**Task input:**
____
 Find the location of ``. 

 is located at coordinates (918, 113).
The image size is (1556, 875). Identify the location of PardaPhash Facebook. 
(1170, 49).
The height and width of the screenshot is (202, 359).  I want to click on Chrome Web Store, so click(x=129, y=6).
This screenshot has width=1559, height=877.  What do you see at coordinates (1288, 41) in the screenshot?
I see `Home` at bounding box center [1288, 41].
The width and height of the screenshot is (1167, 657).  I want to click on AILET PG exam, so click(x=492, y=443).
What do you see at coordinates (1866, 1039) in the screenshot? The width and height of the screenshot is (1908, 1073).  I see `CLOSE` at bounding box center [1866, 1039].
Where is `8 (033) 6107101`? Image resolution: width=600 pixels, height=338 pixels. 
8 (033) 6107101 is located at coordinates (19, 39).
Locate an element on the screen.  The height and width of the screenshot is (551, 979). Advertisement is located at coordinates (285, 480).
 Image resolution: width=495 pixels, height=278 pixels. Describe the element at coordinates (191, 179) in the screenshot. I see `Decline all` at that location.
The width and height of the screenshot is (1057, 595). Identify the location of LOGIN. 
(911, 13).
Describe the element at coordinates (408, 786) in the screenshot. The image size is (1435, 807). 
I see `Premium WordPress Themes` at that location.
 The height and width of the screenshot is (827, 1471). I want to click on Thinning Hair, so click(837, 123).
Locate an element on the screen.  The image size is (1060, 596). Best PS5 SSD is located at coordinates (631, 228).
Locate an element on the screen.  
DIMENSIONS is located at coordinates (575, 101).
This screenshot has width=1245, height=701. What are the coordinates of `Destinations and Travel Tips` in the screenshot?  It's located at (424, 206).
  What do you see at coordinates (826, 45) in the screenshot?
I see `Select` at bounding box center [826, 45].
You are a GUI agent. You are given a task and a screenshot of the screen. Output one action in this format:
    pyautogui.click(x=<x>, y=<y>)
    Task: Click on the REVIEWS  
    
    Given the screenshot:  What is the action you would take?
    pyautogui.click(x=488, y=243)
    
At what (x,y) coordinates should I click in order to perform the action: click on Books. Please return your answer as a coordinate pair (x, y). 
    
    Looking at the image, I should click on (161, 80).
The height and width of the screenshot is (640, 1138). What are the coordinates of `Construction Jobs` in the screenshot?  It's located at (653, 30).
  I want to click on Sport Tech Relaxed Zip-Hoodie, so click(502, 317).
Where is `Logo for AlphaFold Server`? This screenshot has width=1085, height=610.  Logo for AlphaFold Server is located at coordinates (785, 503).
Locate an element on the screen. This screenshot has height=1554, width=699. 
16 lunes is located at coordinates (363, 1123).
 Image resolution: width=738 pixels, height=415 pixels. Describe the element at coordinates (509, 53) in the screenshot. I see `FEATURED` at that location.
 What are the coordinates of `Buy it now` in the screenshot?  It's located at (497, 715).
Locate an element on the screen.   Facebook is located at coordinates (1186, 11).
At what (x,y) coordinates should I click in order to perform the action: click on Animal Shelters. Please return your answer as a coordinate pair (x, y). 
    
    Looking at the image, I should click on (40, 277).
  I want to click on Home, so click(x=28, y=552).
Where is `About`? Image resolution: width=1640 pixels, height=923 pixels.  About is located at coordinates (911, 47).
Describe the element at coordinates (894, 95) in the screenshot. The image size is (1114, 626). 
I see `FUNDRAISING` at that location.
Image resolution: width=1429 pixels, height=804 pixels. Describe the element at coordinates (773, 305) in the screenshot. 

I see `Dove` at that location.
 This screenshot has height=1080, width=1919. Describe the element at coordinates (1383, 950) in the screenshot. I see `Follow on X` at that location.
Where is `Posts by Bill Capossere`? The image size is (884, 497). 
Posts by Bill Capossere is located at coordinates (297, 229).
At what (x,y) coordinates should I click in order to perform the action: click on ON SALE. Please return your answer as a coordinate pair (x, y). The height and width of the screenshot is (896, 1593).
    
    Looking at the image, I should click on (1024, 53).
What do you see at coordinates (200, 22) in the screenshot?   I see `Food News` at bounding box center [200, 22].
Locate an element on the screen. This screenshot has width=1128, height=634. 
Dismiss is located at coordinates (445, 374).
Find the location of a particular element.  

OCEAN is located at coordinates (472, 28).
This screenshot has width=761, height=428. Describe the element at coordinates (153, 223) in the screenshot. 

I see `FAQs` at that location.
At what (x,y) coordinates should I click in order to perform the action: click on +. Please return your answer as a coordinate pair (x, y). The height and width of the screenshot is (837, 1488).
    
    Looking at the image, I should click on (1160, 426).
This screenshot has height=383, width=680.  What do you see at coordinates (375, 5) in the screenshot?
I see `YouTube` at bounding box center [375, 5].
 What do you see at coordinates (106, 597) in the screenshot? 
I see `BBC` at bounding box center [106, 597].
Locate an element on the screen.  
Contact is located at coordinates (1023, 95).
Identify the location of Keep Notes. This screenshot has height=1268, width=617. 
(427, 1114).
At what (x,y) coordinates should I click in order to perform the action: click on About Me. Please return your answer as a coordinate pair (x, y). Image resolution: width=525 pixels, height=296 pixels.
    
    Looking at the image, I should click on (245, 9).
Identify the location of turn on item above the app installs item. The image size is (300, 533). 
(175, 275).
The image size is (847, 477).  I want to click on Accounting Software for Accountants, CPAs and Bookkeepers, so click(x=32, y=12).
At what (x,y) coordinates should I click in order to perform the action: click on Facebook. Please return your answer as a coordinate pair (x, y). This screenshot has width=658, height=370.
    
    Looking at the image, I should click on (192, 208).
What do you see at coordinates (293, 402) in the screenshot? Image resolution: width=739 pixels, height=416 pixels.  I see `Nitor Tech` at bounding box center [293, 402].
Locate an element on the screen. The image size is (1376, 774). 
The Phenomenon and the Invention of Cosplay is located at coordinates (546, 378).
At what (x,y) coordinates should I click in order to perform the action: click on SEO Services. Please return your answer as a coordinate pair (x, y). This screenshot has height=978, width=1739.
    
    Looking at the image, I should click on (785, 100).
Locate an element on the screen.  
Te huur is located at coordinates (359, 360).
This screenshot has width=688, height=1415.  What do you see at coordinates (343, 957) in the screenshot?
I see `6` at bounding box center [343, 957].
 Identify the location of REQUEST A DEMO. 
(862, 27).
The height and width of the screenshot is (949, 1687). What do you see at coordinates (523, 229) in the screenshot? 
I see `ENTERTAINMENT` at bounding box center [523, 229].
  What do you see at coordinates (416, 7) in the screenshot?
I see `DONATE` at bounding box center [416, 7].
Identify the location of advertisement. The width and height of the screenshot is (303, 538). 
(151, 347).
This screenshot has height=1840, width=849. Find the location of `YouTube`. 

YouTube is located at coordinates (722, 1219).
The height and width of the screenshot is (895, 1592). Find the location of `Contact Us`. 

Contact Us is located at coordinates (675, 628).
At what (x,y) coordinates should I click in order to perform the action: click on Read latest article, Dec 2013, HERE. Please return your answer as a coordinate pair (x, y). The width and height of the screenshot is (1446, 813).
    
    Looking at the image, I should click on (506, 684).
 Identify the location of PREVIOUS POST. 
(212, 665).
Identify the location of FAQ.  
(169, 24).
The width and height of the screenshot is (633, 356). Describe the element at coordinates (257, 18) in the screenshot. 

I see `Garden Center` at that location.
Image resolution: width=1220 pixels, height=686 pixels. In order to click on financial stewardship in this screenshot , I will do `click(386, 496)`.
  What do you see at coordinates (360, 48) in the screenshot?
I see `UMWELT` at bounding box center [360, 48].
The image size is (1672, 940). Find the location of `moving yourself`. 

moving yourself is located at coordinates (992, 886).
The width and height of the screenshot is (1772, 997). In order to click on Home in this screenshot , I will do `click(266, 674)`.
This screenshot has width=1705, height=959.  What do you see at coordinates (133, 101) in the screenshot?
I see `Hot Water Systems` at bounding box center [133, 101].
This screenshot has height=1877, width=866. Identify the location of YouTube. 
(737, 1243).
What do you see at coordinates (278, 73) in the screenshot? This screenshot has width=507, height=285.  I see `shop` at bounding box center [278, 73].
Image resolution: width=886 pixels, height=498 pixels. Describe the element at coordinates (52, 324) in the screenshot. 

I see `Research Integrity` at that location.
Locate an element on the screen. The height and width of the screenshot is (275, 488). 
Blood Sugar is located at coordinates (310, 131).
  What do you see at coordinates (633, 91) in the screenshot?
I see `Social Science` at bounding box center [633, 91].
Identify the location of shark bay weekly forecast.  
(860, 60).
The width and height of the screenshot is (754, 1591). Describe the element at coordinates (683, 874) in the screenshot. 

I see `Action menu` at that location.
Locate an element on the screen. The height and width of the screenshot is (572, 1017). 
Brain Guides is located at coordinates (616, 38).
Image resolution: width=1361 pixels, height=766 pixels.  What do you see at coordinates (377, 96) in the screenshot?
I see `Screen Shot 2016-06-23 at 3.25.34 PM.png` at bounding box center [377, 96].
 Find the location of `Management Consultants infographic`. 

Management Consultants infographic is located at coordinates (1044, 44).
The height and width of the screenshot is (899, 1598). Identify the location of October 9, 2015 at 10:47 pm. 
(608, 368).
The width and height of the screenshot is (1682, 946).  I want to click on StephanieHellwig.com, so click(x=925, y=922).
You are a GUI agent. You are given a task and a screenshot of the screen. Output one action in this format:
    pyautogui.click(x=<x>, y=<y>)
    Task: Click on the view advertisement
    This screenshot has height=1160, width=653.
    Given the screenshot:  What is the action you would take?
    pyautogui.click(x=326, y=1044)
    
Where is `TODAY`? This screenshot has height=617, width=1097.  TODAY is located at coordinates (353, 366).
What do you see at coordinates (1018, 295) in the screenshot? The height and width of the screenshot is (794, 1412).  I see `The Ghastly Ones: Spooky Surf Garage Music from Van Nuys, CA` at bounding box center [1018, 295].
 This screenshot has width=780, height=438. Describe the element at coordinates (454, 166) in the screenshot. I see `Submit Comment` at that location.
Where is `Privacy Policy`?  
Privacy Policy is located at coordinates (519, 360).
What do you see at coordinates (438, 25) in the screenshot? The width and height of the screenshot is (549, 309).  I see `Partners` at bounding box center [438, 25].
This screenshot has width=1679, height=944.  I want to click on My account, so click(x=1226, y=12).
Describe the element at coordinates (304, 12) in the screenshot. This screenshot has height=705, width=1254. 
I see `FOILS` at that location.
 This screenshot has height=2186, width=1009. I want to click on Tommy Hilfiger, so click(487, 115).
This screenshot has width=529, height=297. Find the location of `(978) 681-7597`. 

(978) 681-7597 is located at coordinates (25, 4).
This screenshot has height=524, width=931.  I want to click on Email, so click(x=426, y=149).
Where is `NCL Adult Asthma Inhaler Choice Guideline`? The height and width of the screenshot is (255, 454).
____
**Work instructions:** All lines from the one with "Describe the element at coordinates (304, 12)" through the end of the material above are to be printed exactly, and only those.

**Response box:**
Describe the element at coordinates (304, 12) in the screenshot. This screenshot has height=705, width=1254. 
I see `FOILS` at that location.
 This screenshot has height=2186, width=1009. I want to click on Tommy Hilfiger, so click(487, 115).
This screenshot has width=529, height=297. Find the location of `(978) 681-7597`. 

(978) 681-7597 is located at coordinates (25, 4).
This screenshot has height=524, width=931.  I want to click on Email, so click(x=426, y=149).
Where is `NCL Adult Asthma Inhaler Choice Guideline`? The height and width of the screenshot is (255, 454).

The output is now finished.